Getting a GP appointment

mackenzie

Well-Known Member
Joined
22 May 2004
Messages
37,058
I know times are tough, I know the NHS is having to deal with unprecedented times. I get all that.
However, if I want a GP appointment I now have to telephone at 8am and then redial about 60 times (not joking here) before I can get through to someone. I'm then told (if I have found the Golden Ticket or just bloody lucky) that I will receive a telephone appointment "at some time today."
That's not a problem usually, but I then have to go to work where (as a key worker) I also have telephone appointments (scheduled at specific times, 10 minutes each all back to back).
So how does, say, a construction worker up a scaffold cope when they get the phone call??
Is it just my surgery like this or is it all of them?
 
I know times are tough, I know the NHS is having to deal with unprecedented times. I get all that.
However, if I want a GP appointment I now have to telephone at 8am and then redial about 60 times (not joking here) before I can get through to someone. I'm then told (if I have found the Golden Ticket or just bloody lucky) that I will receive a telephone appointment "at some time today."
That's not a problem usually, but I then have to go to work where (as a key worker) I also have telephone appointments (scheduled at specific times, 10 minutes each all back to back).
So how does, say, a construction worker up a scaffold cope when they get the phone call??
Is it just my surgery like this or is it all of them?

same at mine. To do with people working from home and change in the phone system. I know the clinicians are busy and all their appointment slots are taken

you can tell the receptionist if you can/cannot do a certain time for the callback and the clinician should be able to accommodate this
Also, try ringing a few minutes before lines officially open
 
My surgery has had the calling at 8am for a long time,you can book an appt for about three months time
with covid,you can call a ny time of day,a Dr or nurse practitioner calls back and you discuss the problem, if you need to be examined then they make you an appt ,it is running quite well really, you can't get get in the surgery without an appointment

no asthma clinics as that involves you breathing into machines ,smears as normal as are blood tests and wound dressings etc
 
I know times are tough, I know the NHS is having to deal with unprecedented times. I get all that.
However, if I want a GP appointment I now have to telephone at 8am and then redial about 60 times (not joking here) before I can get through to someone. I'm then told (if I have found the Golden Ticket or just bloody lucky) that I will receive a telephone appointment "at some time today."
That's not a problem usually, but I then have to go to work where (as a key worker) I also have telephone appointments (scheduled at specific times, 10 minutes each all back to back).
So how does, say, a construction worker up a scaffold cope when they get the phone call??
Is it just my surgery like this or is it all of them?
Mine has just started booking online for telephone appointments, had my doubts but the doctor did phone me at 8am the following morning as arranged then she arranged an appointment in person the same day.
She did however say that the receptionists are useless
 
When I fell ill, I had a telephone appointment before the doctor booked me in that morning as it was serious.
 
Before Covid the average wait to see my GP was 8 days. Fortunately I haven’t needed to see one during this period but can only imagine what it is now
 
Same at ours, even before covid-19. Have literally stood outside the place before and rang for an appointment, only to see them actually divert it to bloody mastercall. Doctors themselves are great, no complaints, it's getting to see the buggers that is something of a fine art.

They also seen to have different appointments available depending on who is calling. I called for an appointment for my daughter once and was told try again in the afternoon. Five minutes later my wife called and was offered that same morning. Maybe somebody cancelled, maybe somebody doesn't like checking the system.

I also received my 40 years old health check-up letter from them in the post... when I was 42.

Is it an emergency? No, because if it was I'd be down at A&E and not talking to some nosy receptionist on a power trip.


Exercise:
Look for the line with "its bounding rectangle."; please transcribe it and every later line in the entries exactly, up to the end, leaving pictures out.

Records from a collection:
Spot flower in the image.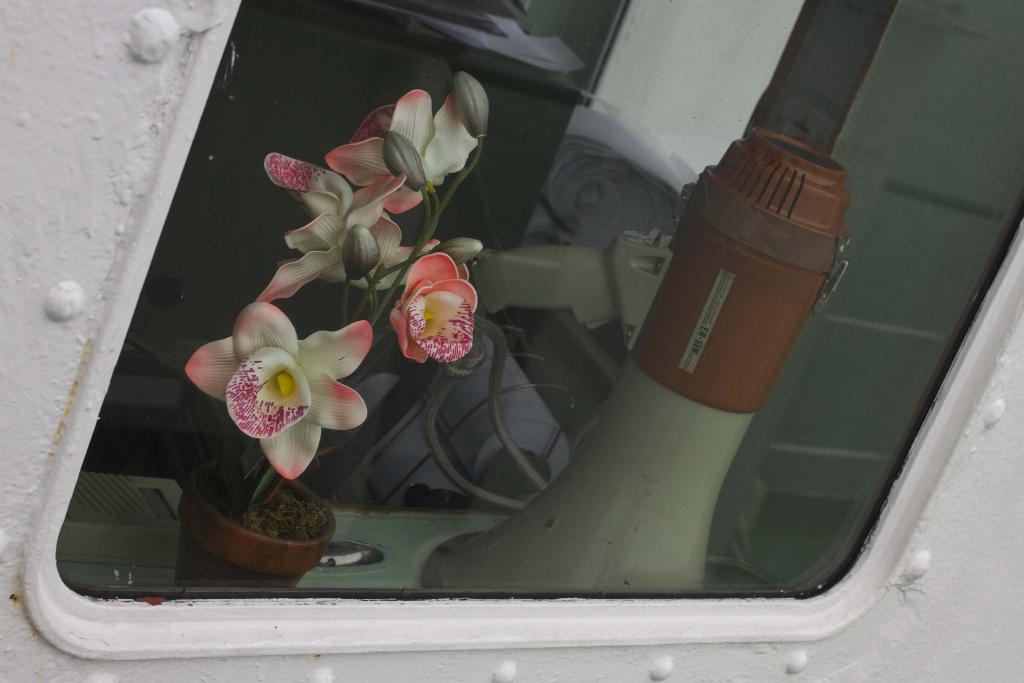
flower found at <bbox>195, 301, 376, 477</bbox>.
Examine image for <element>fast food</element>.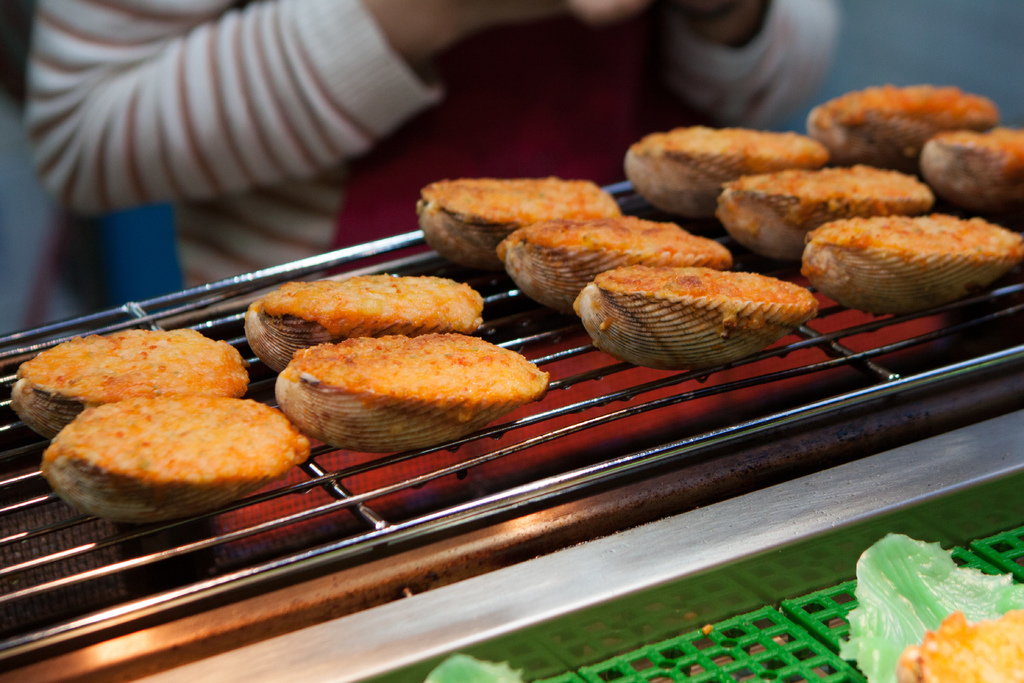
Examination result: 925 122 1023 188.
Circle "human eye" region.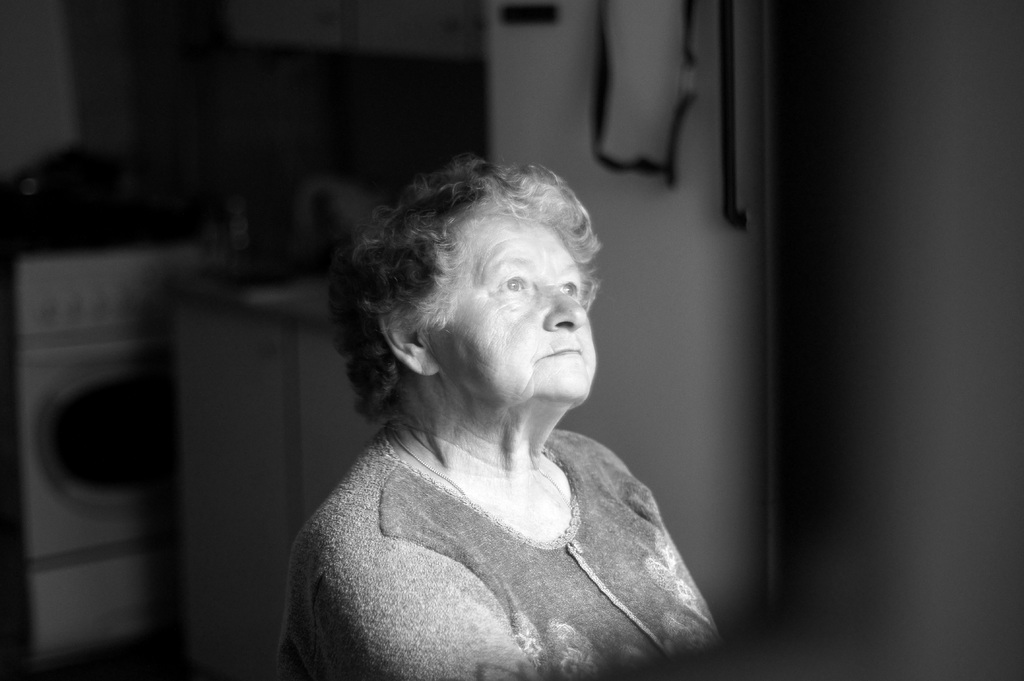
Region: [left=558, top=279, right=580, bottom=303].
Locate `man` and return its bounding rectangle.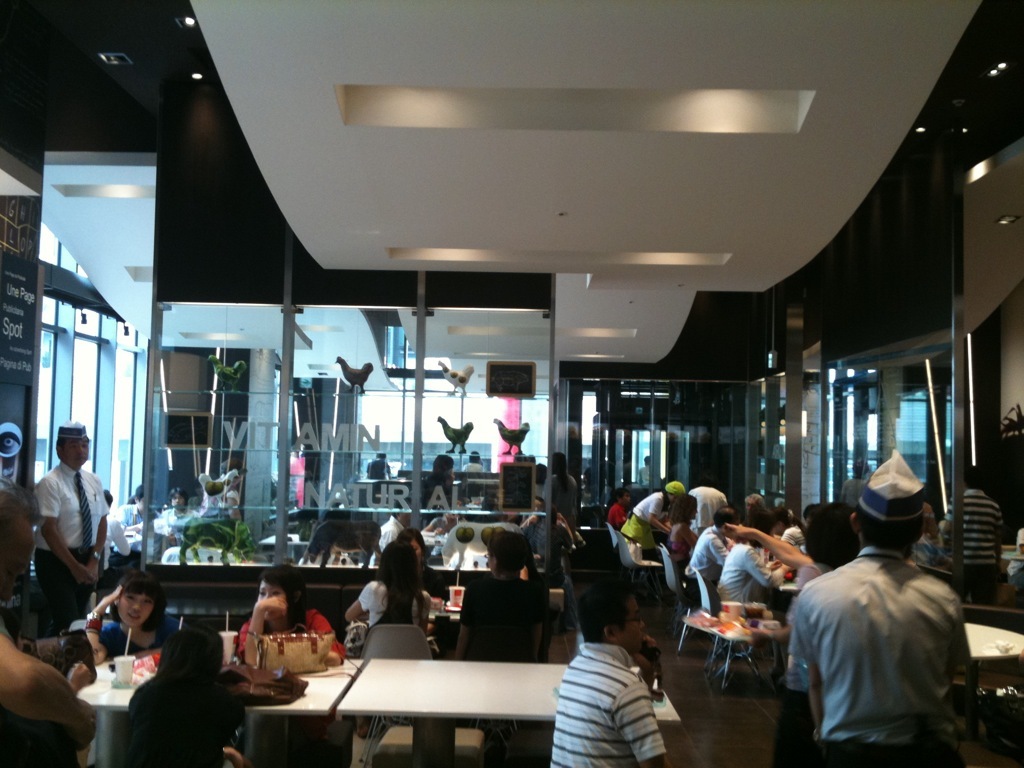
pyautogui.locateOnScreen(684, 503, 738, 612).
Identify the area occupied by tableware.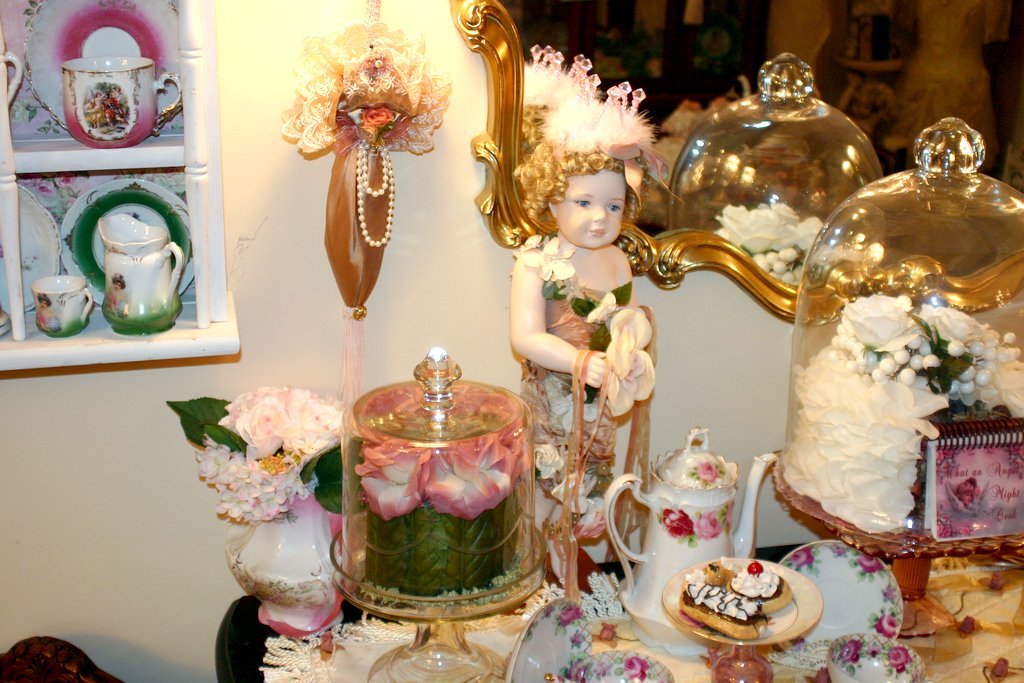
Area: box=[669, 561, 822, 654].
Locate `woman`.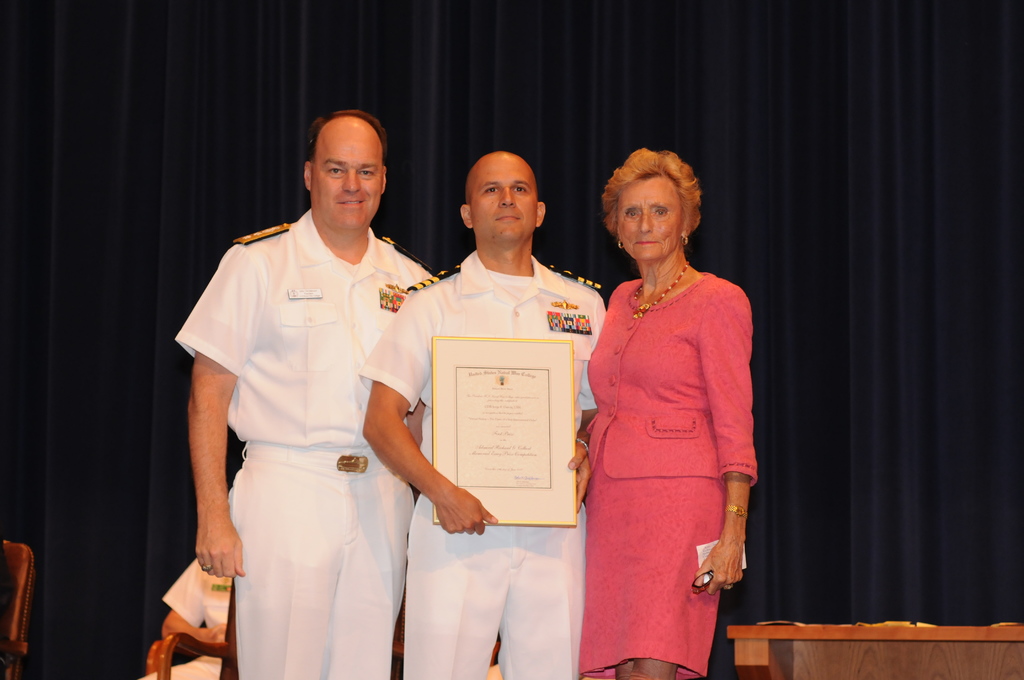
Bounding box: region(550, 141, 772, 679).
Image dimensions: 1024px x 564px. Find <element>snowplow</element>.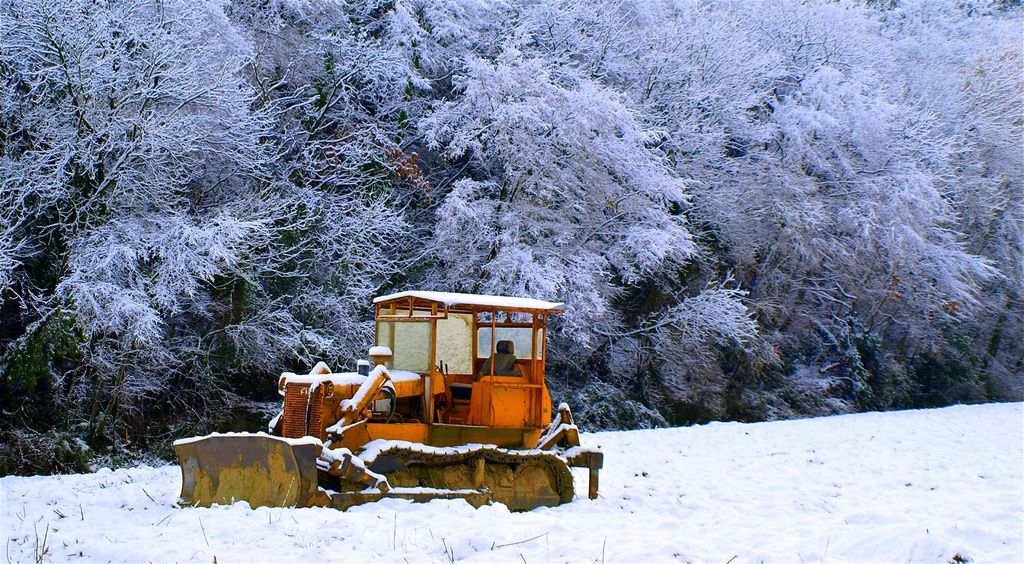
<box>168,287,602,510</box>.
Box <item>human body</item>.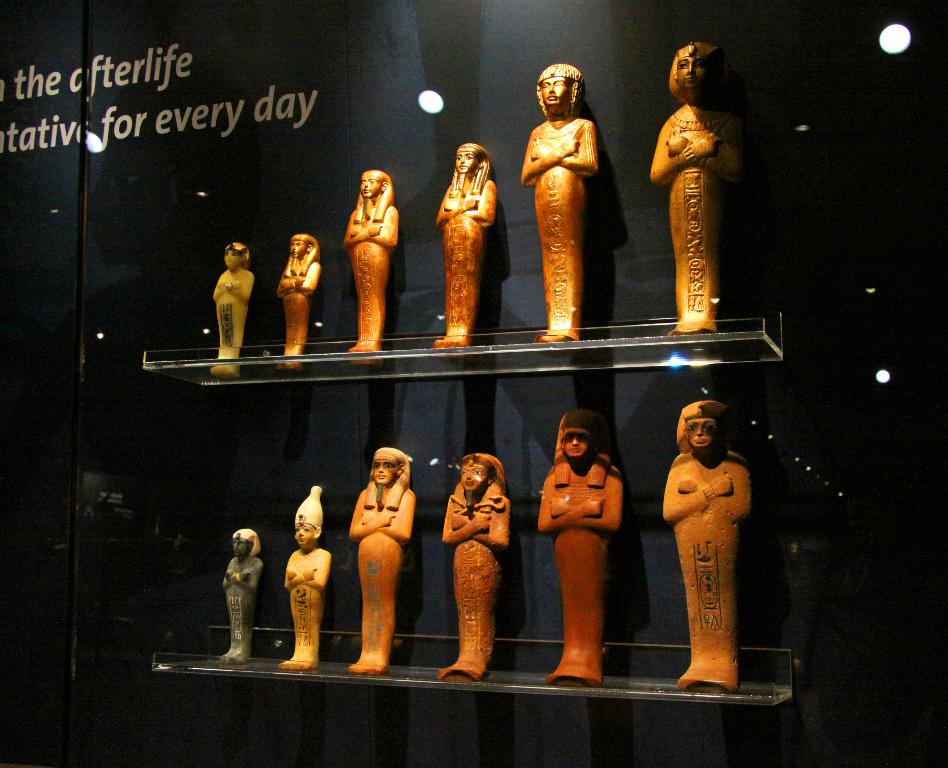
<bbox>651, 98, 745, 336</bbox>.
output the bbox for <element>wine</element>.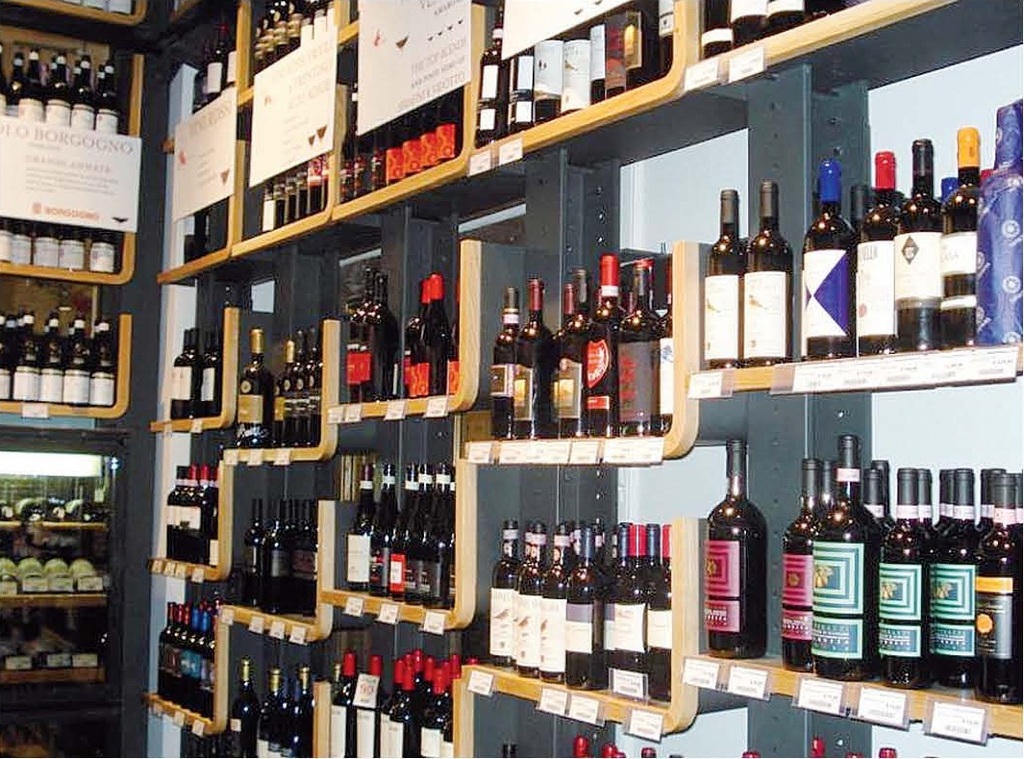
[left=573, top=736, right=589, bottom=758].
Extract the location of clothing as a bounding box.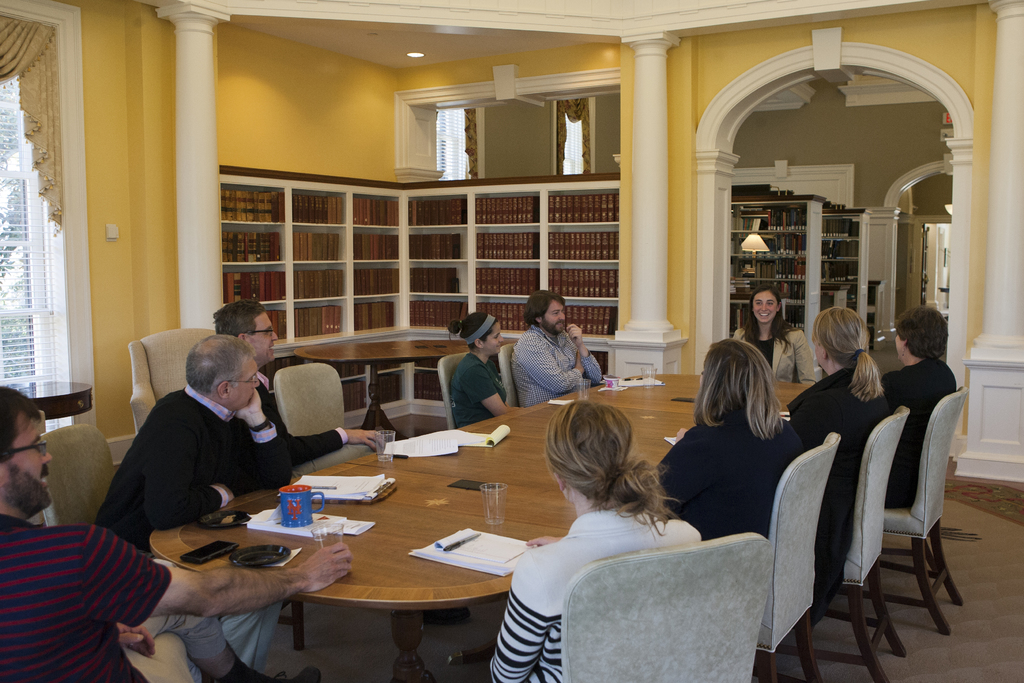
{"left": 451, "top": 350, "right": 506, "bottom": 428}.
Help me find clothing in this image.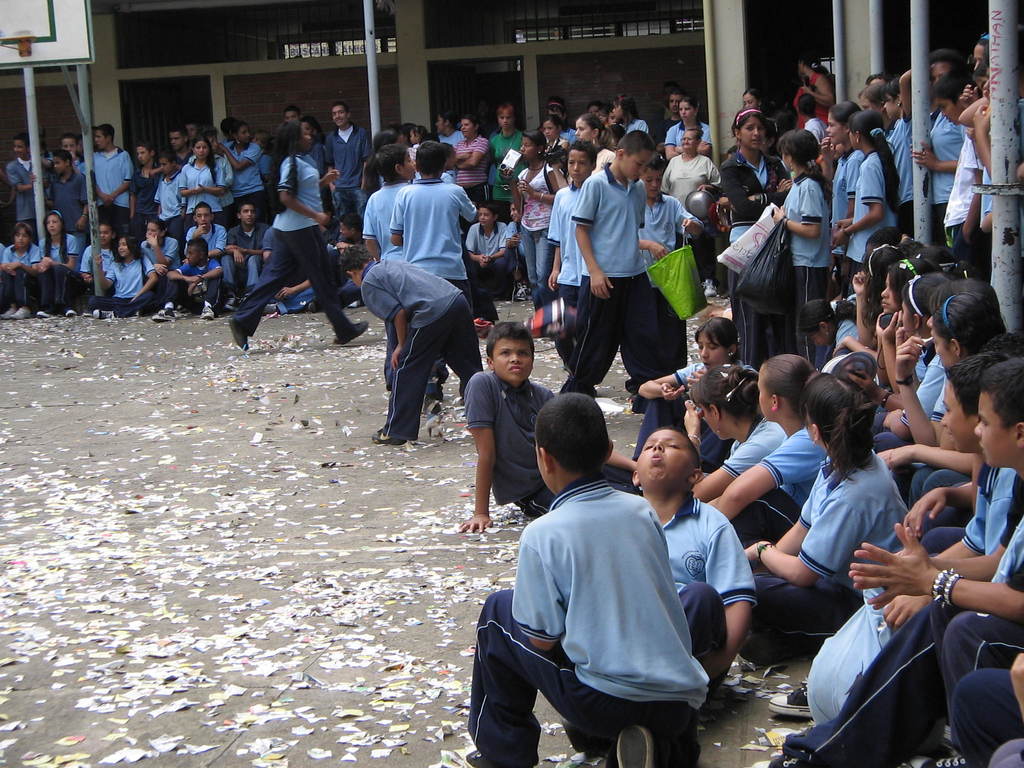
Found it: box(919, 467, 970, 549).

Response below:
Locate `man` and return its bounding rectangle.
pyautogui.locateOnScreen(684, 503, 738, 612).
Identify the area occupied by tableware.
Area: box=[669, 561, 822, 654].
Locate `woman`.
Bounding box: region(550, 141, 772, 679).
Image dimensions: 1024px x 564px. Find <element>snowplow</element>.
<box>168,287,602,510</box>.
Box <item>human body</item>.
<bbox>651, 98, 745, 336</bbox>.
output the bbox for <element>wine</element>.
[left=573, top=736, right=589, bottom=758].
Extract the location of clothing as a bounding box.
{"left": 451, "top": 350, "right": 506, "bottom": 428}.
Help me find clothing in this image.
Found it: box(919, 467, 970, 549).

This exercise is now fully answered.